Remembering Ted Stevens
I wanted to feature this photo of former Alaska Sen. Ted Stevens for one reason. Stevens is smiling, something he seemed rarely to do – at least in public. A more common Stevens image captured him as a scowling, angry guy, given to instant fits that displayed his legendary temper. A D.C. magazine once voted him the “hottest” senator and not for his chiseled good looks.
Stevens, the longest serving Republican senator in the country’s history, died Monday night in a back country plane crash in Alaska, the state he represented in the Senate for 40 years. Stevens was 86 and scandal and controversy and temper aside he deserves to be remembered as one of the most influential senators of the second half of the 20th Century.
I can’t say I really knew the man, but did interview him on two occasions and both were memorable. In 1980, Republicans captured control of the Senate for the first time in memory in the election that saw a slew of western senators, Stevens included, elevated to committee chairmanships. Stevens went on to run the Appropriations and Commerce Committees with a loud voice and a fast gavel and, of course, with a slab of bacon for the Last Frontier always first in his mind.

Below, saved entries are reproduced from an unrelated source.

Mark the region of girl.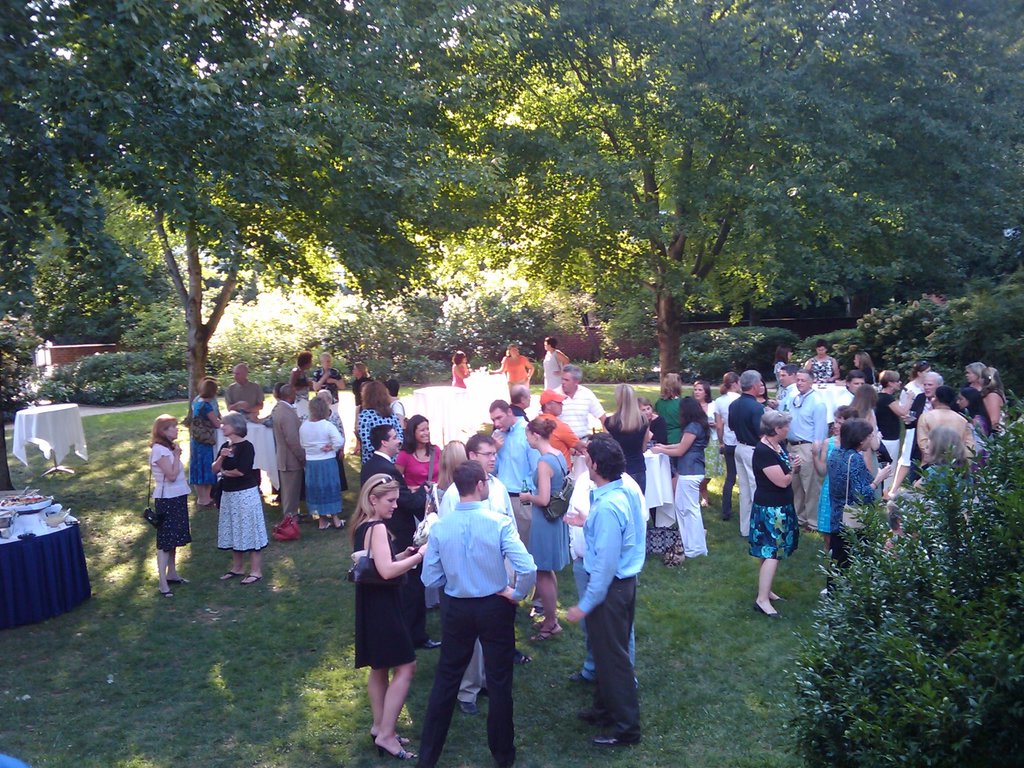
Region: 680, 381, 728, 508.
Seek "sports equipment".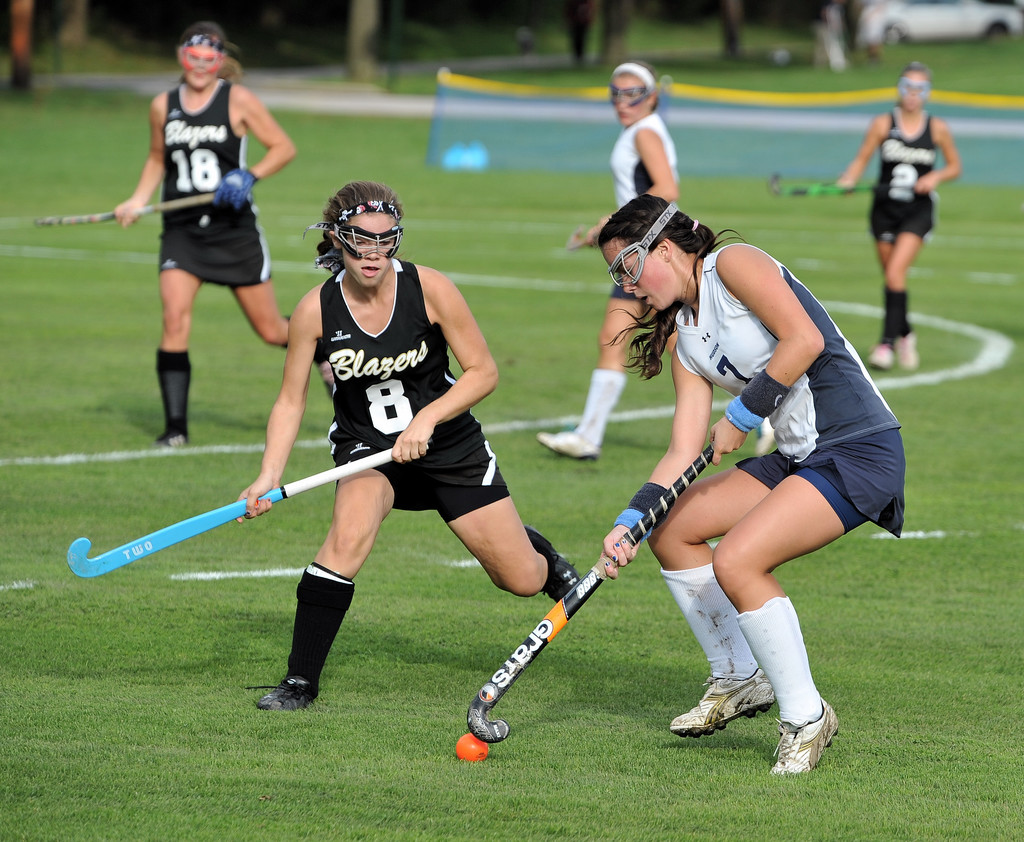
bbox(70, 433, 428, 582).
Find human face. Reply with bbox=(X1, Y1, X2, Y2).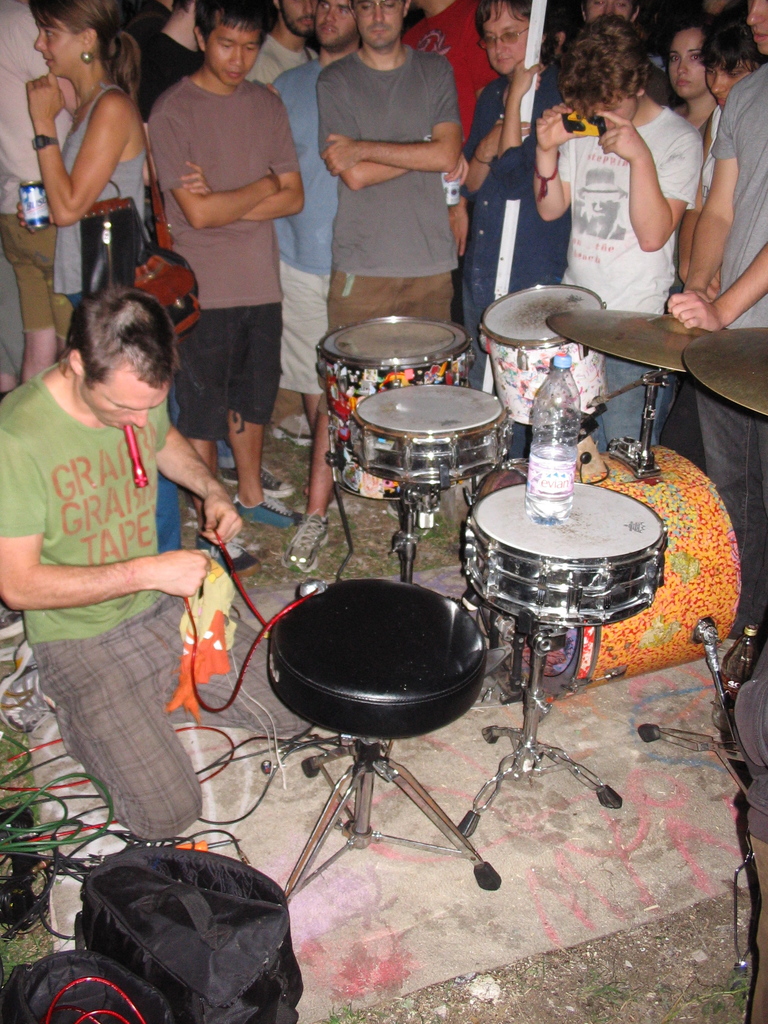
bbox=(280, 0, 319, 38).
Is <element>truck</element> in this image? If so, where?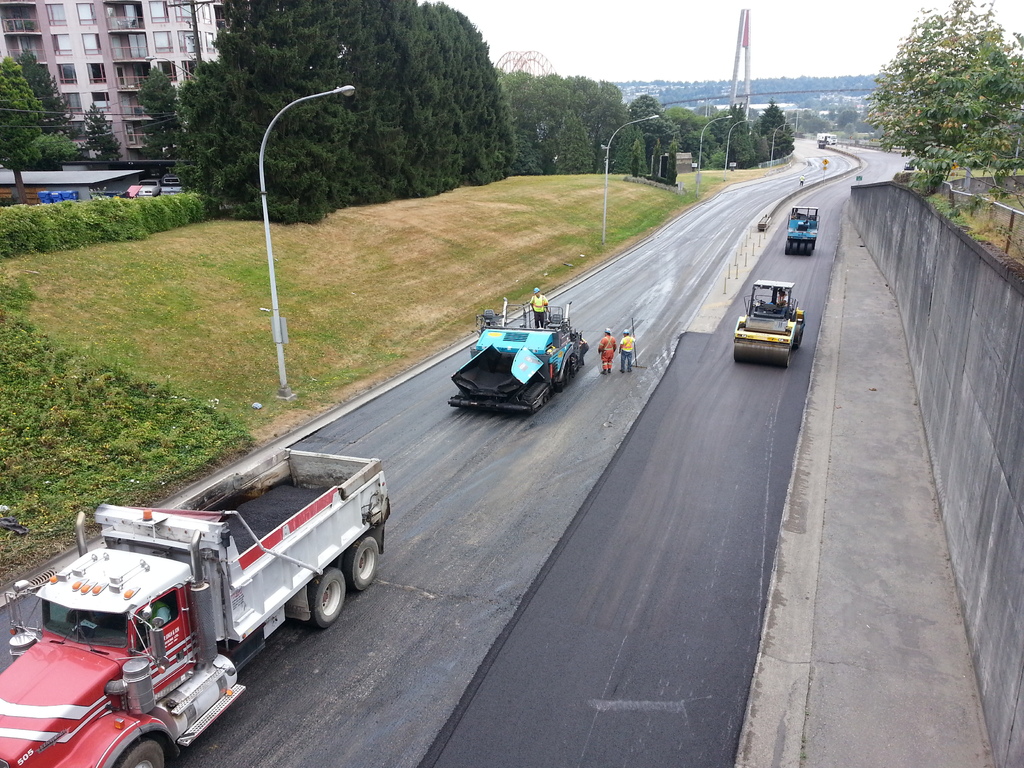
Yes, at [x1=786, y1=198, x2=820, y2=256].
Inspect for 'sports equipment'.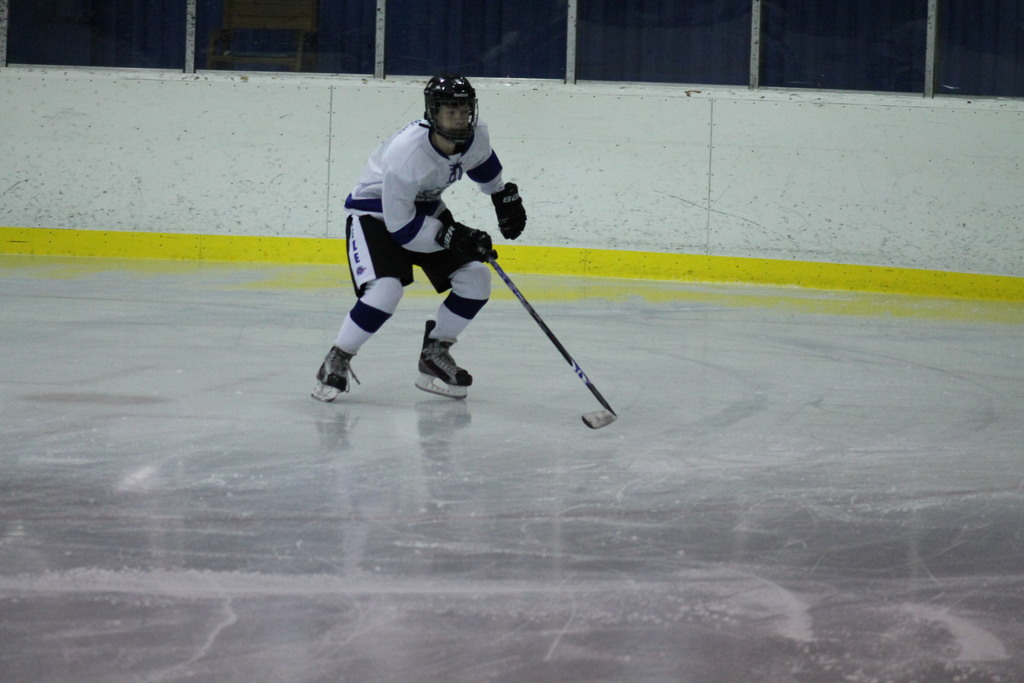
Inspection: 413 318 477 402.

I was producing public television programs in 1980 and some how was able to convince the boss to send me and a photographer (current Idaho Public Television General Manager Peter Morrill) to Washington to do an hour-long special on the newly powerful GOP. Stevens graciously sat for an interview and gave the yokels from Idaho plenty of his time.
Years later I was working on a piece for Montana Magazine on the late, great Montana Senator and Majority Leader Mike Mansfield. I’d been told by a former Mansfield aide that I really needed to get to Stevens who, the aide assured me, would tell me a great story about his relationship with the famous Montanan.
Thanks for my old boss, Cecil Andrus, who had clashed many a time with Stevens over Alaska issues, but who nevertheless maintained a healthy respect for the senator, which Stevens reciprocated, I was able to connect with Stevens on the phone.
He told me a remarkable story of how, as a freshman senator, Mansfield has shown him an unprecedented degree of respect and courtesy and imbued Stevens with the notion that every single member of the Senate has a right to be taken seriously on every single issue. He ended by saying, in words I’ll never forget coming from a Republican about a Democrat, “Mike was the best leader the Senate has ever seen.”
Ted Stevens was tough on environmentalists and those who dared to cross him. He was a champion of the earmark back before speaking ill of federal appropriations became a litmus test for every politician. By one count, Stevens had a hand in nearly 1,500 earmarks over his Senate career worth more than $3.4 billion. Like his friend the late Robert Byrd, Stevens came to the Senate to take care of his state and that meant appropriating money for projects back home.
He was, as has been said of lesser men, not always right, but seldom in doubt. Stevens once proclaimed, while chairing the Appropriations Committee, “I’m a mean, miserable S.O.B.”
On another occasion, he said: “I didn’t lose my temper. I know right where it is.”
Ted Stevens was also part of a vanishing breed, a throw back to the Senate of Mansfield and Jackson, Church and Baker, Long and Dole. Theirs was a Senate were, once in a while, serious legislation got considered and past without the incredible partisanship displayed today by both parties.
Much will be made of the fact that Stevens’ death came in a plane crash, the same awful circumstance that claimed his first wife and nearly killed him in 1978. Considering his eventful life, including flying Army Air Force transports over “The Hump” in the Himalayas ferrying supplies from India to China in World War II, it seems like a eerily fateful ending to more than eight decades.
In his Senate farewell, Stevens summed up his career: “To hell with politics, just do what’s right for Alaska.” That’s pretty much how he’ll be remembered, I suspect.
With Byrd’s death earlier this year, we’ve now seen the passing of two old and tough Senate bulls, a type not around any more. They’ll both be remembered for a long time – and should be.